Posted on August 9, 2010

The Federal Reserve said the economy continues to grow modestly and points to shaky growth of retail jobs in Boston as proof.

In a press release, the Reserve said economy continued to grow modestly in recent weeks across most of the country, but activity slowed or was unchanged in four of 12 regions, the Federal Reserve said in a report Wednesday that underscored that the recovery has lost some steam.

The slower-growth theme was also reflected in other reports that showed a dip in durable goods orders and rise in unemployment in many metro areas.

The Fed’s beige book pointed to a distinct drop-off compared with its June survey, which showed all 12 districts expanding for the first time since 2007. The new study, which covered mid-June to mid-July, said the economies in the Cleveland and Kansas City areas were unchanged and the Atlanta and Chicago regions were slowing.

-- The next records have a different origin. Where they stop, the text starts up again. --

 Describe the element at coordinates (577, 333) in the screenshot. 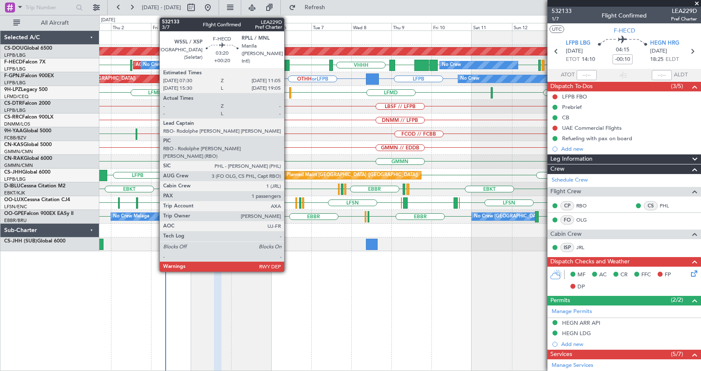

I see `div: HEGN LDG` at that location.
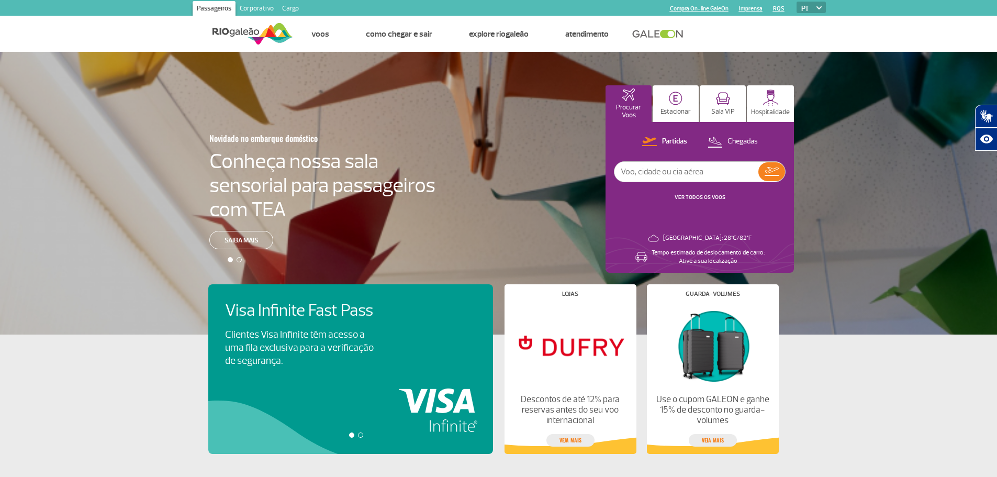 The height and width of the screenshot is (477, 997). What do you see at coordinates (629, 104) in the screenshot?
I see `button: Procurar Voos` at bounding box center [629, 104].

“The report underlines that the economy has lost momentum at the midpoint of the year but doesn’t yet suggest a tip back into recession,” Nigel Gault, chief U.S. economist at IHS Global Insight, said in a research note.

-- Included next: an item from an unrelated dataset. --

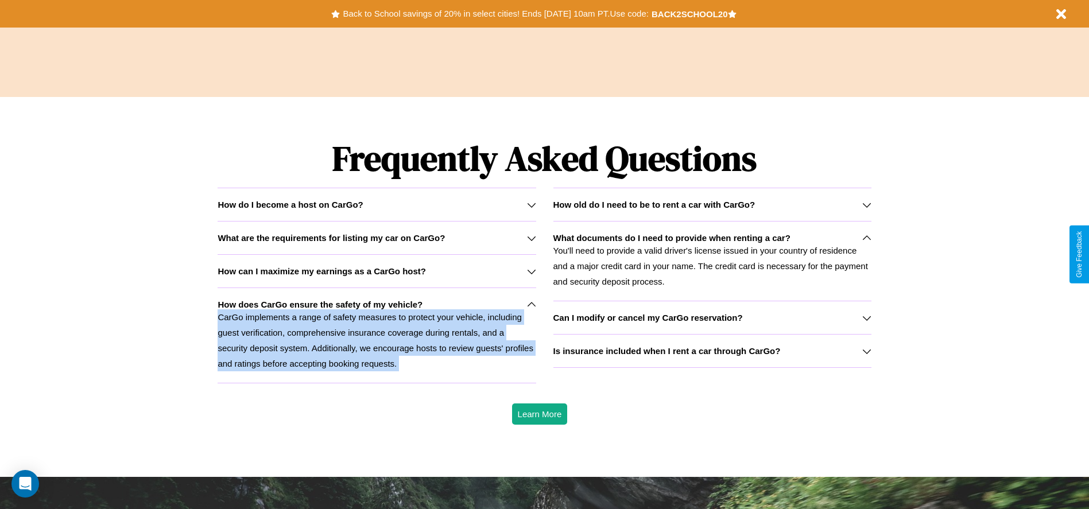 This screenshot has width=1089, height=509. What do you see at coordinates (654, 204) in the screenshot?
I see `h3: How old do I need to be to rent a car with CarGo?` at bounding box center [654, 204].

While recent reports on retail sales, housing and manufacturing similarly have depicted a slowdown, the beige book offers a granular view, with Fed officials surveying businesses and economists in every part of the country.

They found that factories continued to expand but at a slower pace, and that retail sales and tourism generally picked up. But the housing market hit a wall following expiration of a tax credit for home buyers, commercial real estate is still flailing and banks remain tightfisted.

Manufacturing had been the recovery’s biggest spark as businesses restocked inventories depleted in the downturn. That trend largely continued, though the pace slowed or leveled off in the New York, Cleveland, Kansas City, Chicago and Atlanta areas. There were bright spots, including auto manufacturing in the Chicago and St. Louis areas and semiconductor production in Boston and San Francisco.

But steelmaking in Chicago and Cleveland tailed off, as did construction-related manufacturing in the Richmond and Dallas regions.

Retail sales strengthened in New York, Philadelphia and Minneapolis but were “mixed” in Boston and fell in Richmond.

At Appalachian Spring in Richmond, which sells handcrafted jewelry and crafts, sales have been volatile.

“I’m not going to predict, because I thought a couple of months ago we were really on a roll — and the next month we missed our (sales) mark,” assistant manager Pat Sedgwick says. “It seems that every other month it turns.”

Retailers generally said clothing, food and other necessities were big sellers but big-ticket items languished. Auto sales, for instance, declined in several key markets. And while tourism was up in New York, San Francisco and Atlanta, leisure travel was down in the Gulf area as a result of the oil spill.